Following is the list of recipients of Sahitya Akademi Awards for their works written in Marathi. As of 2022, the award consists of an engraved copper plaque, a shawl and prize money of ₹ 1 lakh (US$1,200). [2] Irawati Karve was the first woman winner of this award.
BK Shivani was born on May 31, 1972 in Pune, Maharashtra, India. [3] Her parents began following the Brahma Kumaris when she was a child, and she began to attend meetings in her early 20s.
He was a significant figure also in the Indian People's Theatre Association, which was a cultural wing of the Communist Party of India, [14] and in the Samyukta Maharashtra Movement, which sought the creation of a separate Marathi-speaking state through a linguistic division of the extant Bombay State.

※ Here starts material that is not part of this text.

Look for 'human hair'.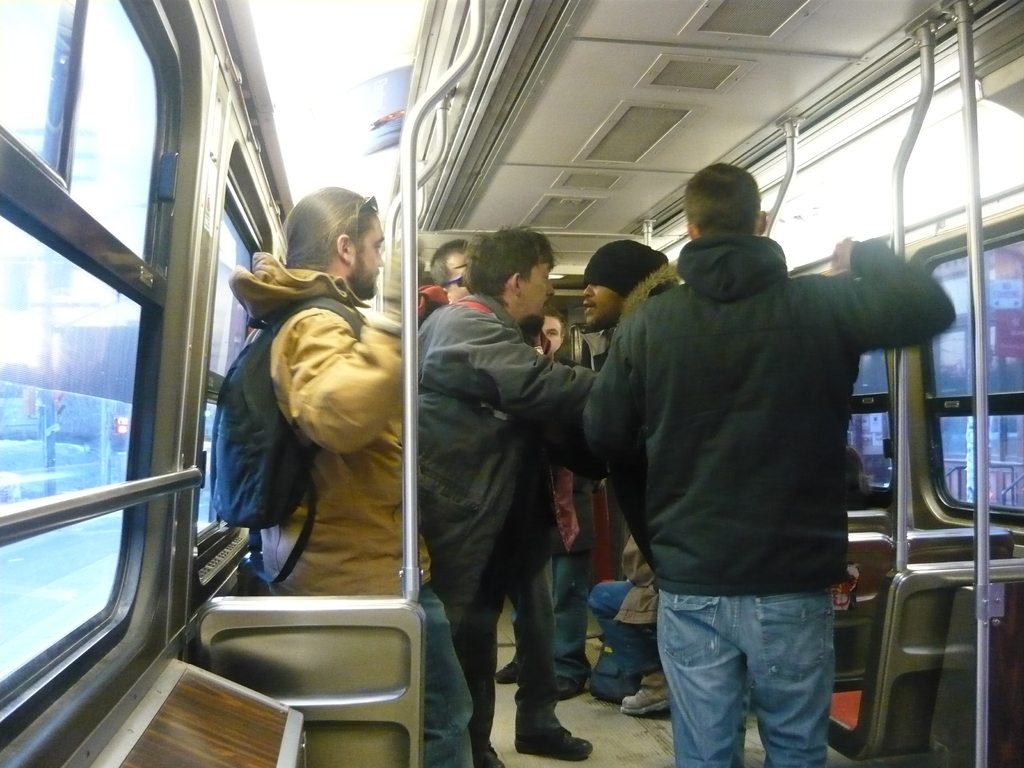
Found: 424, 239, 469, 288.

Atre was born on 13 August 1898 in a Marathi Deshastha Rigvedi Brahmin [1] family of Kodit Khurd, a village near Saswad in Pune district. His father was a clerk and also a secretary of Saswad Municipality for a brief period and his uncle was teacher at MES Waghire High School Saswad. He completed his primary and High School education from MES ...
Shri Ramchandra Bhaurao Bagal was the respective honourable personality known as Bagal master ( he was professor also) whose got an opportunity to be management head of the first boarding school started in Kale of largest educational organization in Asia named Rayat Shikshan Sanstha. His first student was gholap. Hon.
Marathi is considered a split ergative language, [7] i.e. it uses both nominative-accusative and ergative-absolutive alignment. In the latter type, the subject of a transitive verb takes the ergative marking (identical to that of the instrumental case [ 11 ] ) instead of having the same form as the subject of an intransitive verb.